The Power Playbook: The Three Faces of Power
Why there's more to power than what’s on the formal org chart
In most companies, we’re often led to believe that the org chart tells us everything we need to know—who reports to whom, who approves what, who signs the cheques. But anyone who’s spent time inside a real business organisation knows that’s only part of the picture.
Big decisions don’t always follow formal structures. Strategies stall, initiatives quietly fade out, and people with no official title somehow manage to steer the ship. So what’s going on?
Well, the real world is a bit more nuanced: power isn’t just about structure. It’s also about strategy, perception, and silence.
This is exactly what British political scientist Steven Lukes uncovered in his classic “three dimensions of power” model. He wasn’t thinking about corporations when he developed it, but political science and business often blend into each other—especially when it comes to change, conflict, or transformation. And if we’re grappling with resistance or internal complexity, Lukes gives us a sharp lens for understanding how power actually operates.
The Political Science Model
Lukes’ Three Dimensions of Power challenged the old idea that power only has one face—that it is only about who wins a debate or a vote. That’s just the surface. Below that are two deeper, subtler layers of influence—what gets discussed, what doesn’t, and what people believe is even possible.
Here is how the model works:
Different approaches have been used to illustrate the model graphically, such as a pyramid and concentric circles with visible power in the centre. However, I think the iceberg approach works really well in illustrating the power that is visible and invisible above and below the surface.
Visible Power (overt power)
Who prevails in a formal decision or vote?
For example, a budget signed off, a key leader appointed, or the approval of a new strategy.
Agenda Power (the mobilisation of bias)
Who decides what even makes it onto the table?
For example, you may have a transformative proposal, but if you can’t get it on the agenda, it's not going to happen.
Ideological Power (deep cultural assumptions or unspoken norms)
Who shapes what people believe is possible, normal, or acceptable?
For example, cultures that make dissent feel disloyal, or status quo assumptions that never get questioned. In the corporate world, this can include internal branding, mythologies about “what makes us successful,” or unspoken taboos that shut down dissent.
This model shows that power isn’t just about outcomes—it’s also about the battles that never get fought.
Why This Matters for Business
This might sound theoretical—but once you see it, you really can’t unsee it.
In today’s organisations, all three faces of power show up in strategic and subtle ways:
Visible power sits with formal leadership—executives, budget holders, and boards. Clear, necessary, and trackable—but often reactive.
Agenda power lives with gatekeepers—chiefs of staff, respected insiders, project leads. These are the people who shape what gets attention.
Ideological power is embedded in culture, language, and mythologies. It’s why some companies can’t pivot—even when the writing’s on the wall.
Take a stalled transformation effort. On paper, everyone’s aligned. But behind the scenes? Middle managers keep “raising concerns,” or there’s quiet discomfort with the direction of change. That’s agenda and ideological power doing their work.
In moments of disruption or internal conflict, this model helps unscramble why plans fall apart: because formal authority alone wasn’t enough to overcome the other two dimensions of power.
How Some Teams Are Adapting the Model
Here’s how some forward-looking organisations are beginning to apply Lukes’ model explicitly:
Stakeholder mapping tools help leaders track both formal and informal influence—who people listen to, trust, and follow.
Agenda-setting rituals such as reverse town halls or open-priority weeks create space for ideas to surface from outside the usual centres of control.
Culture audits, internal storytelling campaigns, and norm-resetting initiatives help loosen the grip of ideological power—challenging what’s seen as acceptable or possible.
These are practical ways to rebalance influence. And they reflect a growing awareness that managing power means managing systems.
Power is Not Just Positional
Yes—titles still matter. But they’re only one piece of the power puzzle.
If we want to drive real change, we must read between the lines: watch for what’s not being said, notice who’s shaping the agenda, and challenge the assumptions holding the system in place.
Lukes’ model isn’t just political theory. It’s a toolkit for leading through complexity, navigating resistance, and unlocking transformation.
And the truth be told—that’s the world most of us are working in.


WHAT YOU SHOULD DO
Please find every line of the listing below where "tick" occurs and copy it.

RECORDS FOR THIS TASK
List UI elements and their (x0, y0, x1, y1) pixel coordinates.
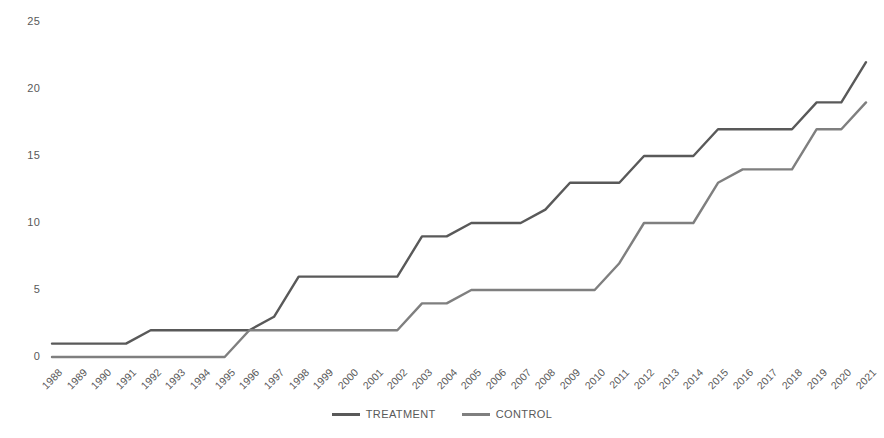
y-axis-tick-5: 5 (6, 283, 40, 295)
legend-label: TREATMENT (366, 408, 436, 420)
y-axis-tick-10: 10 (6, 216, 40, 228)
legend-entry-control[interactable]: CONTROL (462, 408, 553, 420)
legend-label: CONTROL (496, 408, 553, 420)
legend-swatch-icon (462, 413, 490, 416)
legend-entry-treatment[interactable]: TREATMENT (332, 408, 436, 420)
y-axis-tick-15: 15 (6, 149, 40, 161)
y-axis-tick-20: 20 (6, 82, 40, 94)
series-layer (52, 62, 866, 357)
line-chart: 0510152025 19881989199019911992199319941… (0, 0, 884, 438)
series-line-treatment (52, 62, 866, 343)
y-axis-tick-0: 0 (6, 350, 40, 362)
legend-swatch-icon (332, 413, 360, 416)
chart-legend: TREATMENTCONTROL (0, 408, 884, 420)
y-axis-tick-25: 25 (6, 15, 40, 27)
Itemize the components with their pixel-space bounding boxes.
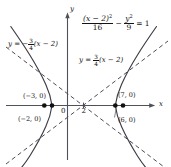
point-left-vertex [50, 103, 55, 108]
asymptote-label-negative-slope: y = −34(x − 2) [8, 38, 58, 51]
origin-label: 0 [61, 108, 65, 115]
center-tick-label: 2 [82, 108, 86, 115]
point-label-right-vertex: (6, 0) [118, 117, 135, 124]
asymptote-left-lhs: y = − [8, 40, 28, 48]
asymptote-right-rhs: (x − 2) [99, 56, 123, 64]
point-left-focus [42, 103, 47, 108]
asymptote-left-denominator: 4 [28, 45, 34, 51]
point-label-right-focus: (7, 0) [118, 92, 135, 99]
y-axis [65, 12, 69, 160]
asymptote-right-fraction: 34 [93, 54, 99, 67]
hyperbola-figure: y x 0 2 (x − 2)2 16 − y2 9 = 1 y = −34(x… [0, 0, 171, 167]
equation-equals-one: = 1 [136, 19, 149, 28]
y-axis-label: y [70, 6, 74, 13]
leader-line-right-vertex [115, 109, 117, 118]
equation-x-numerator-text: (x − 2) [83, 14, 109, 23]
equation-y-fraction: y2 9 [124, 15, 134, 32]
asymptote-right-lhs: y = [79, 56, 93, 64]
point-right-focus [121, 103, 126, 108]
point-right-vertex [113, 103, 118, 108]
equation-y-denominator: 9 [124, 24, 134, 32]
asymptote-left-rhs: (x − 2) [34, 40, 58, 48]
asymptote-left-fraction: 34 [28, 38, 34, 51]
asymptote-left-numerator: 3 [28, 38, 34, 45]
equation-y-exponent: 2 [129, 12, 132, 18]
equation-minus-sign: − [116, 19, 122, 28]
point-label-left-focus: (−3, 0) [23, 93, 46, 100]
asymptote-right-denominator: 4 [93, 61, 99, 67]
point-label-left-vertex: (−2, 0) [18, 116, 41, 123]
equation-x-exponent: 2 [109, 12, 112, 18]
hyperbola-equation: (x − 2)2 16 − y2 9 = 1 [82, 15, 150, 32]
asymptote-right-numerator: 3 [93, 54, 99, 61]
x-axis-label: x [159, 101, 163, 108]
asymptote-label-positive-slope: y = 34(x − 2) [79, 54, 123, 67]
equation-x-fraction: (x − 2)2 16 [82, 15, 113, 32]
equation-x-denominator: 16 [82, 24, 113, 32]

YOUR SOLUTION
y-axis-tick-5: 5 (6, 283, 40, 295)
y-axis-tick-10: 10 (6, 216, 40, 228)
y-axis-tick-15: 15 (6, 149, 40, 161)
y-axis-tick-20: 20 (6, 82, 40, 94)
y-axis-tick-0: 0 (6, 350, 40, 362)
y-axis-tick-25: 25 (6, 15, 40, 27)
center-tick-label: 2 [82, 108, 86, 115]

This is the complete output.